In a former life at this QTH, I had a nice 130-ft Carolina Windom up about 50 feet or so. When the halyard was cut at one tree, I couldn’t replace it. My temporary kludge was a pathetic long wire pulled up 50 feet in one of those trees and then draped over some bushes 70 feet away. It sort-of worked, but did a whole lot better when I put a remote tuner out at the base of the tree.
Temporary can lead to permanent, so I decided to do a proper antenna … now, before I got too used to the long-wire lash-up. Time to try a vertical on my hilltop.
The vertical is a DX Engineering DXE-MBVE-1 multi-band 160-10 meters. It’s a non-resonant 43-foot tilt-over mounted on a 2″ pipe set in concrete. The radial plate from DXE has 16 radials connected to it (14 are 32′ and 2 are 25′ long – the spool was 500′ ). At the base, I put down a number of patio pavers to make a stone mount for the tuner, the MFJ-993BRT. Buryflex low-loss coax (about 127′) with RF chokes (COM-RFB-160 from DXEng) heads for the house.
Results: The remote tuner gets the SWR down to around 1.1 to 1 on most bands 80-10 meters. 15 m is around 1.7:1 and 30 m is about 2.4:1 (I don’t know why, but I don’t use that band much.)
Aside: I always completely disconnect the coax from my Elecraft K3 when I’m not on the air.
—–> Thoughts on construction follow the photo gallery. <—–
Some thoughts on the construction:
- It would have been easier if I had run the trencher before I stretched out the radials. (I bought that edger after I got totally fussed trying to dig into the rocks!)
- Several of the radials aren’t buried, but are marked with bright red “caution” tape. The trencher didn’t work too well with leaves in the way, and after hundreds of feet of trenching, I marked the radials so I wouldn’t trip over them. Maybe they’ll get buried in leaves and be as good as under all the rocks. One would hope.
- I had already tried the remote tuner on the long wire antenna, and was somewhat surprised that it failed to tune the vertical. When it tried to tune, the SWR was all over the scale, and I concluded that the coax was acting like a radial: it needed an RF choke. So, to verify that assessment, I coiled up the extra coax tightly at the base; the tuner tuned up many bands then. I got the choke kit from DXEngr and put them on the coax (see photo). Unfortunately, somebody didn’t do their homework: the heat-shrink tubing that was to slip over the chokes was too small. Ah, well.
- Rather than a lot of heroics sealing all the remote tuner connections, I took the easy way out: cover it with a plastic box.
- The weather took a turn colder within days of completing the project. The antenna would NOT tune up … it acted the same as it did before without the chokes! MFJ told me to do a hard reset of the tuner, and that meant bringing it inside and removing the cover. Once it was open, I saw immediately that the wire from the tuner PCB was not soldered to the antenna solder lug. The wire was touching lightly enough to work when it was warm outside, but contracted when cold and broke the connection. After properly soldering the connection, it’s been working fine.
- The coax runs along the ground (I didn’t bother burying it) directly to the shepherd’s hook in the first photo. It goes over the hook, across the sun-room roof, through the gable at the end of the house, through a hole in attic floor into a closet, and finally out of the closet to my Elecraft K3 on the second floor.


● THE TASK
Skip every picture, and output exactly the lines starting at the one with "Describe the element at coordinates (29, 328)" and running through the last line of the material below.

● MATERIAL SUPPLIED

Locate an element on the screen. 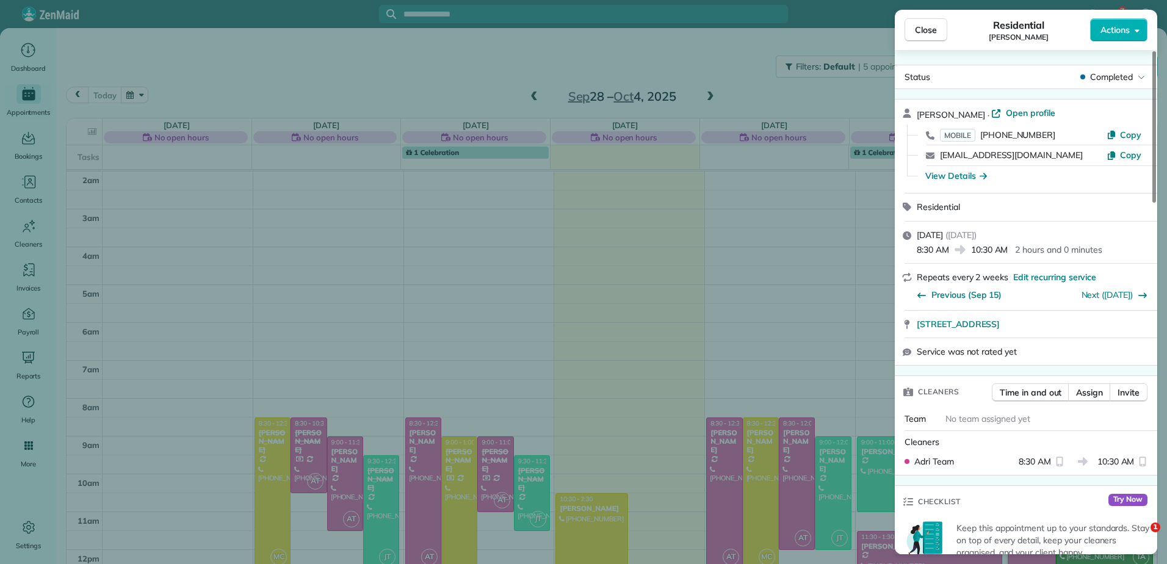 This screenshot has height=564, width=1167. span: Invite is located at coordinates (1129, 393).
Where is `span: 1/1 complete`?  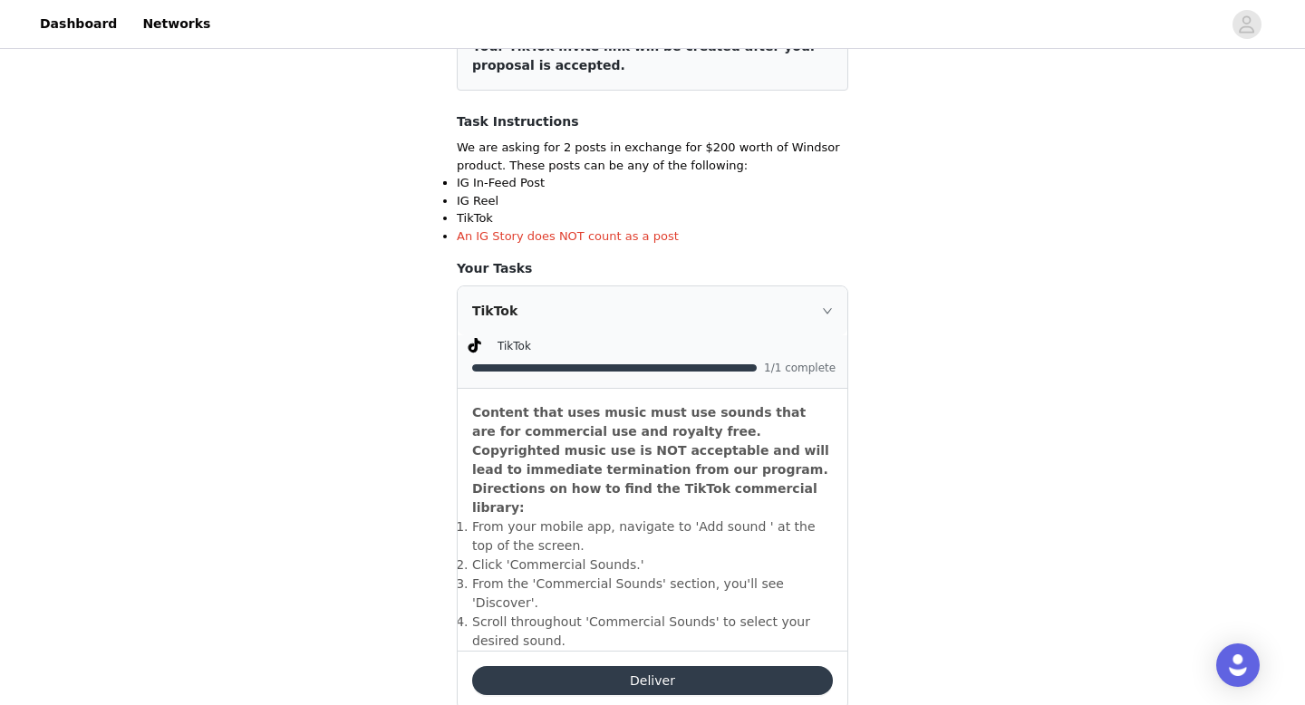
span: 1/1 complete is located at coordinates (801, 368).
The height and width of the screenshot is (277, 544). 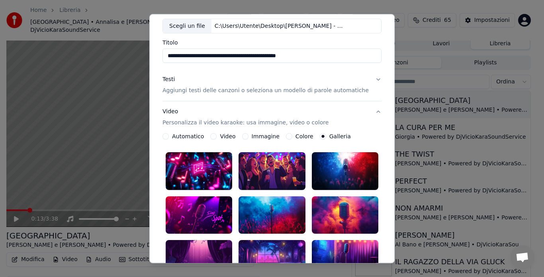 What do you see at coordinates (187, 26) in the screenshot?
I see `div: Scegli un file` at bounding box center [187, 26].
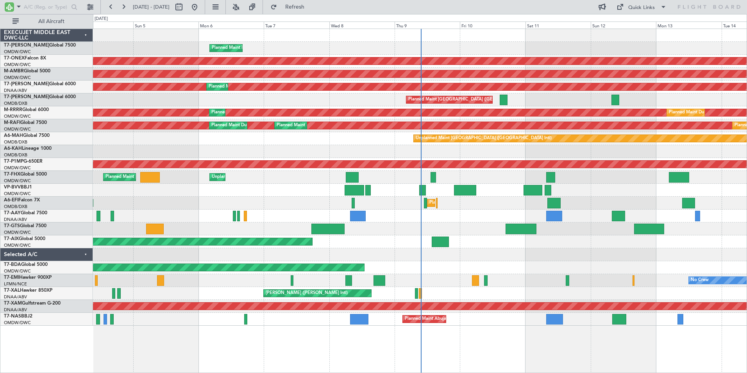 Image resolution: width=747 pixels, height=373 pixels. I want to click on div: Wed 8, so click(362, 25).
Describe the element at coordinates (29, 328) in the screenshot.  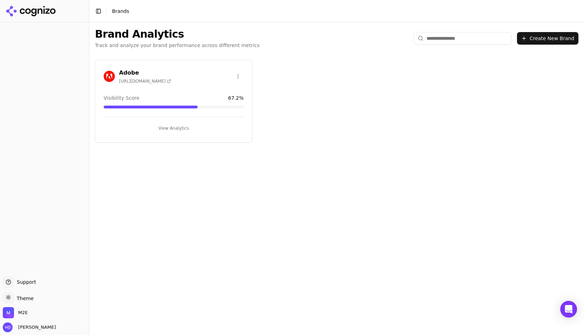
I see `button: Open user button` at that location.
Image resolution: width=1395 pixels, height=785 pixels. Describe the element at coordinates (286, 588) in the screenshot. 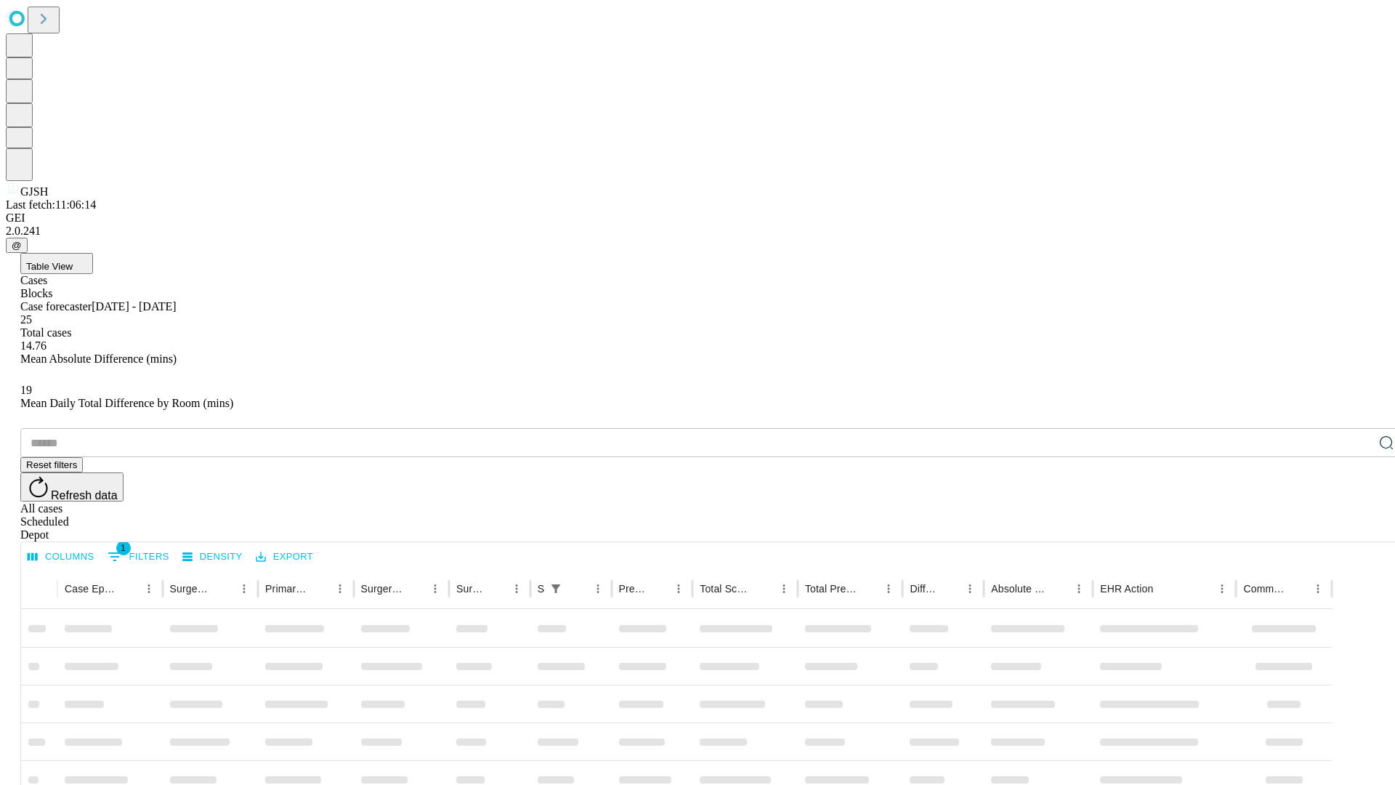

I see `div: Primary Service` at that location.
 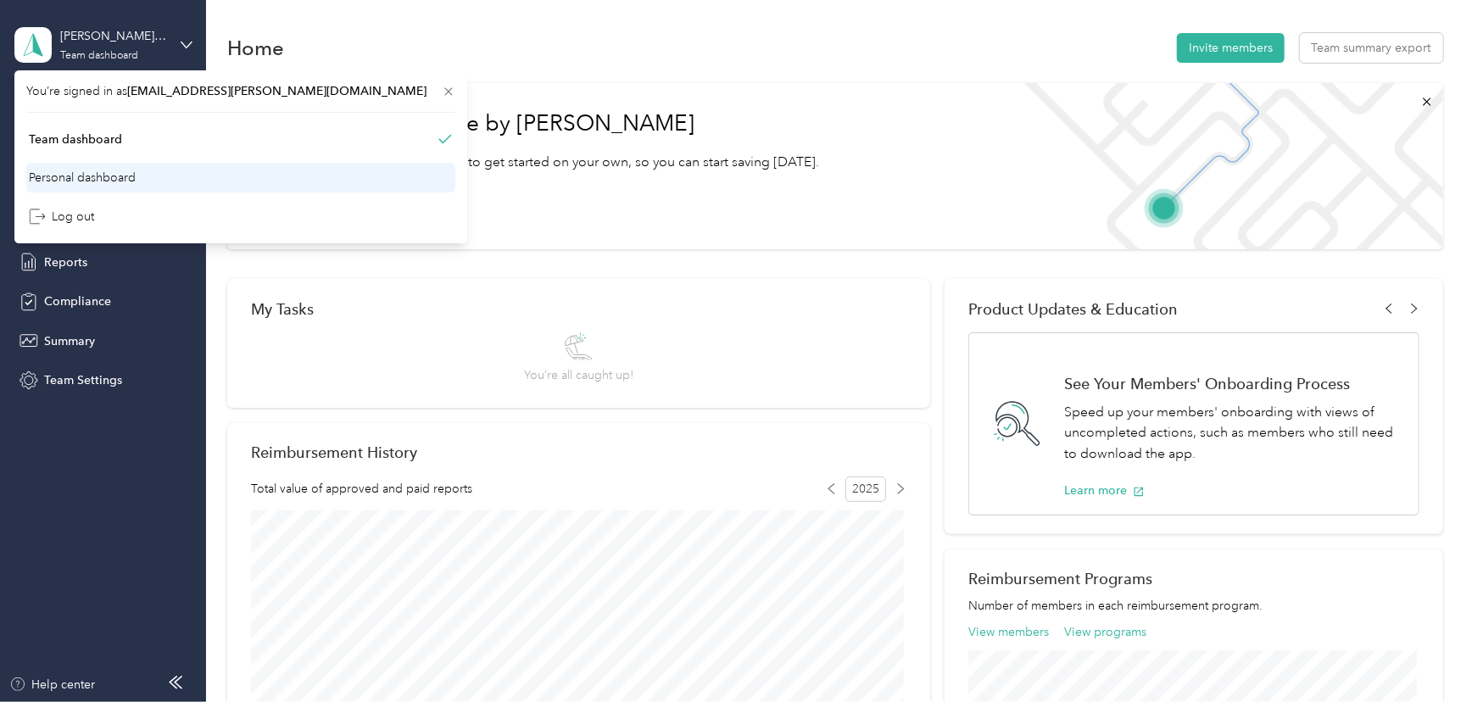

● SOLVED PROBLEM
Describe the element at coordinates (29, 328) in the screenshot.  
I see `button: Open user button` at that location.
Image resolution: width=1395 pixels, height=785 pixels. Describe the element at coordinates (286, 588) in the screenshot. 

I see `div: Primary Service` at that location.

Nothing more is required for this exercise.